{"title":"The Long Dissolution","authors":"Susan Wabuda","doi":"10.1017/bch.2023.7","DOIUrl":null,"url":null,"abstract":"Shakespeare’s Sonnet 73, with its allusions to twilight, night and death, has often been interpreted by historians as an oblique, grieving comment about the closure of England’s religious houses during the Reformation. The standard account of events was established more than sixty years ago by David Knowles (1896-1974), Benedictine monk and Regius Professor of Modern History at the University of Cambridge, in his evocative and indispensable work, The Religious Orders in England.1 In more recent years, the overwhelming success of Eamon Duffy’s The Stripping of the Altars has led scholars to concentrate not on the abbeys, but rather on life in English parishes in the sixteenth century.2 Now however, two fresh studies about the closure of the religious houses, with dramatically different approaches, have emerged almost at once: James G. Clark’s The Dissolution of the Monasteries: A New History, and Harriet Lyon’s Memory and the Dissolution of the Monasteries in Early Modern England.","PeriodicalId":41292,"journal":{"name":"British Catholic History","volume":null,"pages":null},"PeriodicalIF":0.2000,"publicationDate":"2023-04-26","publicationTypes":"Journal Article","fieldsOfStudy":null,"isOpenAccess":false,"openAccessPdf":"","citationCount":"0","resultStr":null,"platform":"Semanticscholar","paperid":null,"PeriodicalName":"British Catholic History","FirstCategoryId":"1085","ListUrlMain":"https://doi.org/10.1017/bch.2023.7","RegionNum":2,"RegionCategory":"哲学","ArticlePicture":[],"TitleCN":null,"AbstractTextCN":null,"PMCID":null,"EPubDate":"","PubModel":"","JCR":"Q2","JCRName":"HISTORY","Score":null,"Total":0}
引用次数: 0
Abstract
Shakespeare’s Sonnet 73, with its allusions to twilight, night and death, has often been interpreted by historians as an oblique, grieving comment about the closure of England’s religious houses during the Reformation.
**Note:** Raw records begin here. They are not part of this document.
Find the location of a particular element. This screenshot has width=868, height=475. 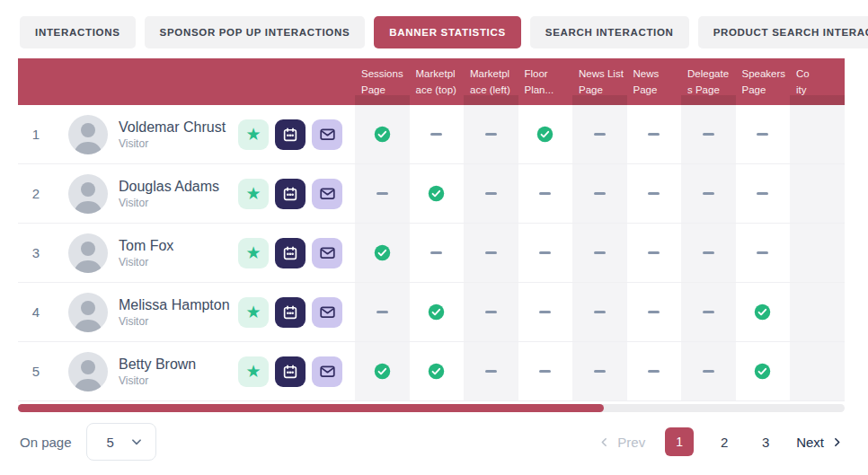

page-button-1: 1 is located at coordinates (679, 442).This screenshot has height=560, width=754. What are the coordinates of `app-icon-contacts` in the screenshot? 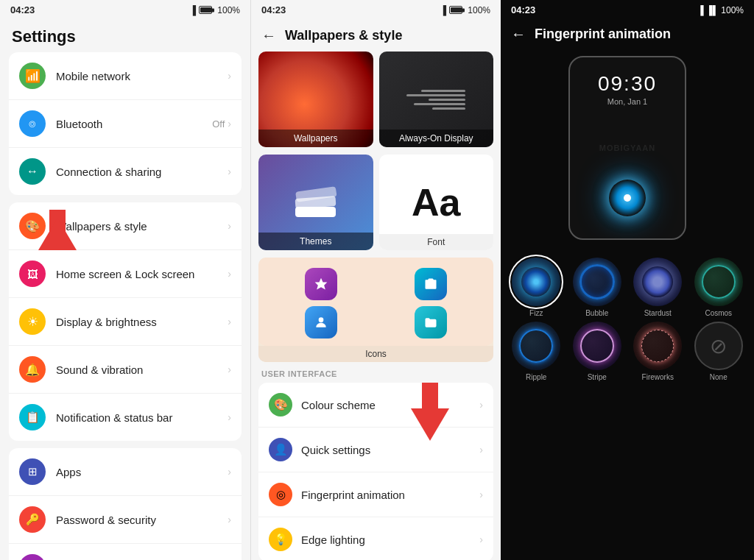 It's located at (321, 322).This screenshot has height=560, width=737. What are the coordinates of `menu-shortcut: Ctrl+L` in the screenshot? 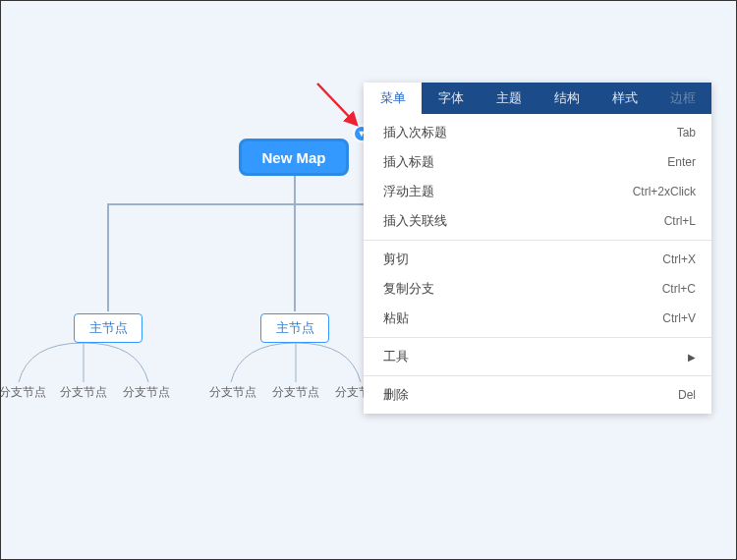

The standard account of events was established more than sixty years ago by David Knowles (1896-1974), Benedictine monk and Regius Professor of Modern History at the University of Cambridge, in his evocative and indispensable work, The Religious Orders in England.1 In more recent years, the overwhelming success of Eamon Duffy’s The Stripping of the Altars has led scholars to concentrate not on the abbeys, but rather on life in English parishes in the sixteenth century.2 Now however, two fresh studies about the closure of the religious houses, with dramatically different approaches, have emerged almost at once: James G. Clark’s The Dissolution of the Monasteries: A New History, and Harriet Lyon’s Memory and the Dissolution of the Monasteries in Early Modern England.
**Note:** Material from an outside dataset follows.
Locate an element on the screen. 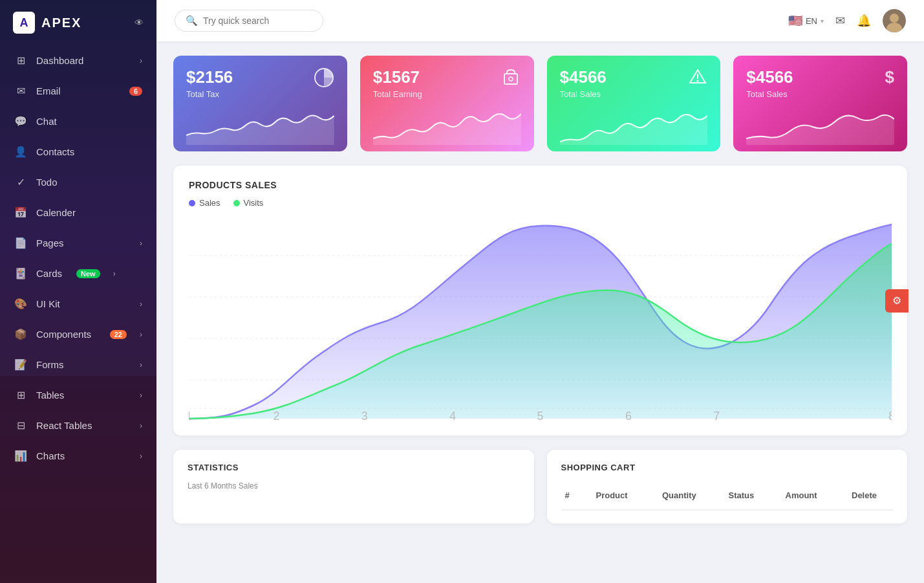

莎士比亚的《十四行诗73》影射了黄昏、夜晚和死亡,历史学家经常将其解读为对宗教改革期间英国宗教场所关闭的间接、悲伤的评论。60多年前,剑桥大学本笃会僧侣、Regius现代史教授David Knowles(1896年-1974年)在其令人回味且不可或缺的著作《英格兰的宗教秩序》中建立了对事件的标准描述。1近年来,埃蒙·达菲(Eamon Duffy)的《祭坛的剥离》(the Stripping of the Altars)取得了压倒性的成功,这让学者们不再关注修道院,而是关注16世纪英国教区的生活。克拉克的《君主的解散:新历史》和哈里特·里昂的《记忆与近代早期英国君主的解散》。
期刊介绍:
British Catholic History (formerly titled Recusant History) acts as a forum for innovative, vibrant, transnational, inter-disciplinary scholarship resulting from research on the history of British and Irish Catholicism at home and throughout the world. BCH publishes peer-reviewed original research articles, review articles and shorter reviews of works on all aspects of British and Irish Catholic history from the 15th Century up to the present day. Central to our publishing policy is an emphasis on the multi-faceted, national and international dimensions of British Catholic history, which provide both readers and authors with a uniquely interesting lens through which to examine British and Atlantic history. The journal welcomes contributions on all approaches to the Catholic experience.